The orphanage orchestra that plays a pop tune for the Pope in “Gloria”
Classical music is often thought to have little place in today’s arts and culture scene, but filmmakers at the Berlinale can’t seem to get enough of it. Three films at this year’s festival have classical music as central plot elements, and two of the three are competing for the main Golden Bear gong.
In German director Matthias Glasner’s competition film “Sterben” (Dying), among the favourites to win the top prize, the emotionally detached conductor Tom Lunies (Lars Eidinger) is dealing with his ageing parents, one of whom is incontinent and the other of whom has dementia. His former wife is having a baby by a new lover but wants Tom to be the co-parent.
He also is having a difficult time rehearsing with a youth orchestra a new work by his depressive composer friend Bernard (Robert Gwisdek) who variously wants to revise the piece, scrap major elements or withdraw it altogether. “The whole thing is a huge banality,” one of Tom’s acquaintances tells him.
In the midst of this, Tom reconnects with his semi-estranged sister Ellen (Lilith Stangenberg), a functioning alcoholic, amateur singer and dental assistant who is having an affair with her employer, Sebastian (Ronald Zehrfeld). Tom gives her tickets for the long-awaited premiere of Bernard’s piece, also called “Sterben”, at Berlin’s Philharmonie concert hall. Shortly after the piece begins, Ellen erupts in a fit of coughing and vomits on other patrons, causing a show-stopping disruption to rival Cate Blanchett’s violent attack on a conductor replacing her for a performance in the same concert hall in “Tár” (2022).
Canadian director Atom Egoyan’s “Seven Veils”, shown out of competition, focuses on theatre director Jeanine (Amanda Seyfried ) as she revives a production of Richard Strauss’s steamy opera “Salome” that had been created by a former director who recently died and with whom she once had an affair.
In the opera, Herod, king of the Jews, lusts after his step-daughter Salome, and makes a devil’s bargain with her to dance the erotic “Dance of the Seven Veils”. She consents on condition she be granted one wish. That wish turns out to be the severed head of John the Baptist, who has refused her advances while he was alive, but whose bloody head she can kiss after his death.
The opera’s plot revives unpleasant memories for Jeanine of her own father’s out-of-line attentions to her as a child. He would take her to the woods and film her dancing, sitting on a swing or eating tangerines. The resulting home movies have the look of kiddie porn.
Jeanine tries to revise the opera as she sees fit, particularly by introducing some details she recalls from the films her father made of her, but she meets fierce resistance from the opera management team, headed by the former director’s widow.
To top it off, the German baritone who sings the role of John the Baptist (Michael Kupfer Radecky) makes a non-consensual pass at the young woman heading the opera company’s props department — casting a shadow over the production.
In the Italian-Swiss film “Gloria”, directed by Margherita Vicario, scullery maid Teresa (Galatea Bellugi) leads a rebellion by members of an all-female orchestra and choir in a girls’ orphanage near Venice in the early 19th century. The choirmaster has a mental block when called upon to write a new piece for a visit by the Pope so the girls take over and produce what sounds more like a modern pop tune than a baroque mass. The rollicking finale should go down well with modern audiences but in the film the girls are all excommunicated.
So why is classical music seemingly having a moment, after already getting a lot of exposure in “Tár” and Bradley Cooper’s “Maestro” bio-pic about conductor Leonard Bernstein?
“The experience of seeing live, symphonies and a live opera are transformative,” Egoyan said at a press conference. “And especially at this time, it’s amazing, that human beings can just do something together, which is so beautiful…And so I think a lot of the younger people are actually connecting to the phenomenon of live music, live classical music.”
Of course, the music in all three films is recorded so Canadian soprano Ambur Braid, who sings the role of Salome in Egoyan’s film, suggested a next step for anyone who wants their classical music straight up..
“The beauty of opera is the unamplified voices,” she said. “We can just go direct into that (the listener’s) bone structure in order to make you cry and do all sorts of fun things.”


__Aim of the exercise__
Report every line below that carries the word "Multi".

__Supplied records__
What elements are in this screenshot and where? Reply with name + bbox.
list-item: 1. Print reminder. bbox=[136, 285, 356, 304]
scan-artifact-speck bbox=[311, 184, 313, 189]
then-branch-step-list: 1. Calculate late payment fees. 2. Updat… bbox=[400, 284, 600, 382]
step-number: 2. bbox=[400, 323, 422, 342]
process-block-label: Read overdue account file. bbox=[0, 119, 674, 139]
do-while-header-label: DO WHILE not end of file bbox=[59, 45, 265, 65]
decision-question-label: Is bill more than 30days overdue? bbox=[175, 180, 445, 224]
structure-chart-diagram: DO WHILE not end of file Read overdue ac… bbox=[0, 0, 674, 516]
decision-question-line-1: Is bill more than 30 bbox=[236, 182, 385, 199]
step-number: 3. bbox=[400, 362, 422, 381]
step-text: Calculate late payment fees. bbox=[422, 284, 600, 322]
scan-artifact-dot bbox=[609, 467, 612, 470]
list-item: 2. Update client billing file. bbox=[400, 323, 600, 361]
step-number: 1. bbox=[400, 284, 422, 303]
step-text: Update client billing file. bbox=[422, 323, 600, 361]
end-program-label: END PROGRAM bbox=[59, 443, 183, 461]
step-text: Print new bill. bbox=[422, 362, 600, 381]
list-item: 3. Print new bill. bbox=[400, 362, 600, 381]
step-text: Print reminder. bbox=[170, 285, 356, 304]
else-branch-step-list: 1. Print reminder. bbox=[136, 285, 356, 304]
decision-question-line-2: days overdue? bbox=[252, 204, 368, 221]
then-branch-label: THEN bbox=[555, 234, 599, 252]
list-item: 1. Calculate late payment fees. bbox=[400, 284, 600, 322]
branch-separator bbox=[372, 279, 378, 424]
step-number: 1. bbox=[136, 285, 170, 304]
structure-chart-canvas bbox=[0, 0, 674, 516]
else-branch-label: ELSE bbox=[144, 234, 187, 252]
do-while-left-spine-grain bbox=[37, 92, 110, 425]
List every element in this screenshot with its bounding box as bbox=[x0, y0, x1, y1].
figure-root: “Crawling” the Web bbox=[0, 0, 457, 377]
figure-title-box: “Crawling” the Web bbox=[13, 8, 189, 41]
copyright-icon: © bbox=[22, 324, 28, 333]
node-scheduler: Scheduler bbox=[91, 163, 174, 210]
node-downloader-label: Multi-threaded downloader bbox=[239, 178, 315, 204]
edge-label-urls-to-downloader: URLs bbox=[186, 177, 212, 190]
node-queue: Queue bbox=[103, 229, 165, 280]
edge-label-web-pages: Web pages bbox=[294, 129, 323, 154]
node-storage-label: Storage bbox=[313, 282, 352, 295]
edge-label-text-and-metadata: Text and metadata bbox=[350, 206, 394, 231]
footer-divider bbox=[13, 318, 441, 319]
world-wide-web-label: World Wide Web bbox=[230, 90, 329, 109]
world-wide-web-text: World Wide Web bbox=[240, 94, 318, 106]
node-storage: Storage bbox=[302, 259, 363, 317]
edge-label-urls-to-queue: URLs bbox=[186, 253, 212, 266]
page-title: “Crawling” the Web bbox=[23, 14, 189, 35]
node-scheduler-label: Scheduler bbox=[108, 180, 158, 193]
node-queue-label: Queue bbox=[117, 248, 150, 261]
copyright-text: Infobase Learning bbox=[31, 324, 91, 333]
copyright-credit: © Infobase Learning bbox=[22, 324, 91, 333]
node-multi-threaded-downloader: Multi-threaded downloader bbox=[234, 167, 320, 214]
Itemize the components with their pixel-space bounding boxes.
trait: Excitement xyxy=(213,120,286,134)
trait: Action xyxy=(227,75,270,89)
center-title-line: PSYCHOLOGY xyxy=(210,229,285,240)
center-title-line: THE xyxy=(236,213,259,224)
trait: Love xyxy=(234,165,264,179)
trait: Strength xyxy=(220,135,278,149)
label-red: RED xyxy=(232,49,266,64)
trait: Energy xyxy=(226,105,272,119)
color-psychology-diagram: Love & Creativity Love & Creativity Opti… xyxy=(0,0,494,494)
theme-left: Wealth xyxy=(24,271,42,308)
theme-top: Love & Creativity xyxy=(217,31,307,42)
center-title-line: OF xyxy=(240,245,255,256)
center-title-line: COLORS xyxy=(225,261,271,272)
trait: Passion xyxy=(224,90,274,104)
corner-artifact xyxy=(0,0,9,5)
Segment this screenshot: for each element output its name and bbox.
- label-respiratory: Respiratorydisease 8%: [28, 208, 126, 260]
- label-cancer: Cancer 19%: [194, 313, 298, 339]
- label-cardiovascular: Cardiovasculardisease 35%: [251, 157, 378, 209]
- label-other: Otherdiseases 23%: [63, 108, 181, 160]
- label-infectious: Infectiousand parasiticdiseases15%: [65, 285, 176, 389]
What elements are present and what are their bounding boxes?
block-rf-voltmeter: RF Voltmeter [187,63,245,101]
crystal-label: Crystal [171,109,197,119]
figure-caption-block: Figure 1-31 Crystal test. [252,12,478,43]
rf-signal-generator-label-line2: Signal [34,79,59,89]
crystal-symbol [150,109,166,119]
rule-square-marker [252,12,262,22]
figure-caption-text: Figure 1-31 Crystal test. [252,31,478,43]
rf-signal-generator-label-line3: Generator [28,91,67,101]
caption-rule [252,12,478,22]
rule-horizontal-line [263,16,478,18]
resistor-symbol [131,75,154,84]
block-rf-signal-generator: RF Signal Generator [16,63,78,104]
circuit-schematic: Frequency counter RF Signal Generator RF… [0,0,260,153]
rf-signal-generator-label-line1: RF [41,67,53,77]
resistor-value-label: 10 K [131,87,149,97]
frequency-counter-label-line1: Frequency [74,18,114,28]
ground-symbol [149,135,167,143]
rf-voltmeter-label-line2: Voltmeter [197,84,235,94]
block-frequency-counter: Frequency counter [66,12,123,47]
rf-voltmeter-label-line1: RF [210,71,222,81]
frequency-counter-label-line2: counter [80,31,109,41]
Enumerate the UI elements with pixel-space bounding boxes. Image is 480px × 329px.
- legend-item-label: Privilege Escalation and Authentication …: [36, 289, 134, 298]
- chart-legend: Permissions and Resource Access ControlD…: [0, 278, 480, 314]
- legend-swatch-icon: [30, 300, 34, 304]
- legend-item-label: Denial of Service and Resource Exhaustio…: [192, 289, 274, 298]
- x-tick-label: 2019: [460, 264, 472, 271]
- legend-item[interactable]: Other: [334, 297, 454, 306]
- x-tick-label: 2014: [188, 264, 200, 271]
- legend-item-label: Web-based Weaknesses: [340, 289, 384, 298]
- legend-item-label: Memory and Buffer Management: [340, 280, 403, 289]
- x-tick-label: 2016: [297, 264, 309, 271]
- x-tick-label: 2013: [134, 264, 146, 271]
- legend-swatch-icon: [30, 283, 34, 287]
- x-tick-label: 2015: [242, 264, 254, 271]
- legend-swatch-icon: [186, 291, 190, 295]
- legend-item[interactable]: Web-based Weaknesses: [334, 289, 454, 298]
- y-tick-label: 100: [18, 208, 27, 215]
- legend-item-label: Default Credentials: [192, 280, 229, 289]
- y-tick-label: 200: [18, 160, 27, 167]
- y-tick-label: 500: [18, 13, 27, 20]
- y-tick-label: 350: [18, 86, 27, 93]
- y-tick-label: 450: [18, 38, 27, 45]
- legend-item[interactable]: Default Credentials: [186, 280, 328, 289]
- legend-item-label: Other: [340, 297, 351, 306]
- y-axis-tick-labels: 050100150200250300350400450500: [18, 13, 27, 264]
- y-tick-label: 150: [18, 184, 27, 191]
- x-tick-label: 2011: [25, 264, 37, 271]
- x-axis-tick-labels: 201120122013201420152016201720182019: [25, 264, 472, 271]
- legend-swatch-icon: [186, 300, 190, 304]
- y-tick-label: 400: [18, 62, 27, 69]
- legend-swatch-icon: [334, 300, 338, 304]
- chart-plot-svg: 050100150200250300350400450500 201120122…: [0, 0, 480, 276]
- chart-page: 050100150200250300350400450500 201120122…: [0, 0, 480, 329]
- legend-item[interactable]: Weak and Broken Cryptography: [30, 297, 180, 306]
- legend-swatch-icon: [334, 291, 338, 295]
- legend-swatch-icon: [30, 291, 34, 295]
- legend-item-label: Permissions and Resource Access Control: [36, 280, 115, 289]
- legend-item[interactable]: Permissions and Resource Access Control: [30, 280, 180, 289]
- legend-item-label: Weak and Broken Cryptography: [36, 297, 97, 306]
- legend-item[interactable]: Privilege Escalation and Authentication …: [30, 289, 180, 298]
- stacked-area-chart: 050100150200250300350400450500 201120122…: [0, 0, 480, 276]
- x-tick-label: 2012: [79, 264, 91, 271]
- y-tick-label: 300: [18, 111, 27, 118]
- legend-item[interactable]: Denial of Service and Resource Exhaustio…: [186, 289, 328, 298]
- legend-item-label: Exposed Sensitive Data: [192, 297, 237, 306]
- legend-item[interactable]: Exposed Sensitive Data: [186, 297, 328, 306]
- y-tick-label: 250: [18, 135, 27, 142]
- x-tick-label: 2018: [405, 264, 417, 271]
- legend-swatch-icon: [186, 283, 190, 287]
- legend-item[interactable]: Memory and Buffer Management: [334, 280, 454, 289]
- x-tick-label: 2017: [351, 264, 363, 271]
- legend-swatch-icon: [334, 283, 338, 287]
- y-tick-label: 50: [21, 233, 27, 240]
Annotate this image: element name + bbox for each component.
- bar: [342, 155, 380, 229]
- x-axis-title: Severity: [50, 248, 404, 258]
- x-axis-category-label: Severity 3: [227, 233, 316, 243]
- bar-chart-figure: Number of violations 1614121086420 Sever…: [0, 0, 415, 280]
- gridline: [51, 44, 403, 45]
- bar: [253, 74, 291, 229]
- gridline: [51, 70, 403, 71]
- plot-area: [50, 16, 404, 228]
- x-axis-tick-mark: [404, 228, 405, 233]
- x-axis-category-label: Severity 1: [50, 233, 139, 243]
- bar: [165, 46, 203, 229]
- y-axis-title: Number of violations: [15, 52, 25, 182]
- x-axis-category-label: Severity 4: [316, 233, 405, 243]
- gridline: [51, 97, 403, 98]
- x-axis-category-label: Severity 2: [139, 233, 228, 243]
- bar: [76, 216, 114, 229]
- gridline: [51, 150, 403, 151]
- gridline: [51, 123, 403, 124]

__Exercise output__
node-downloader-label: Multi-threaded downloader bbox=[239, 178, 315, 204]
node-multi-threaded-downloader: Multi-threaded downloader bbox=[234, 167, 320, 214]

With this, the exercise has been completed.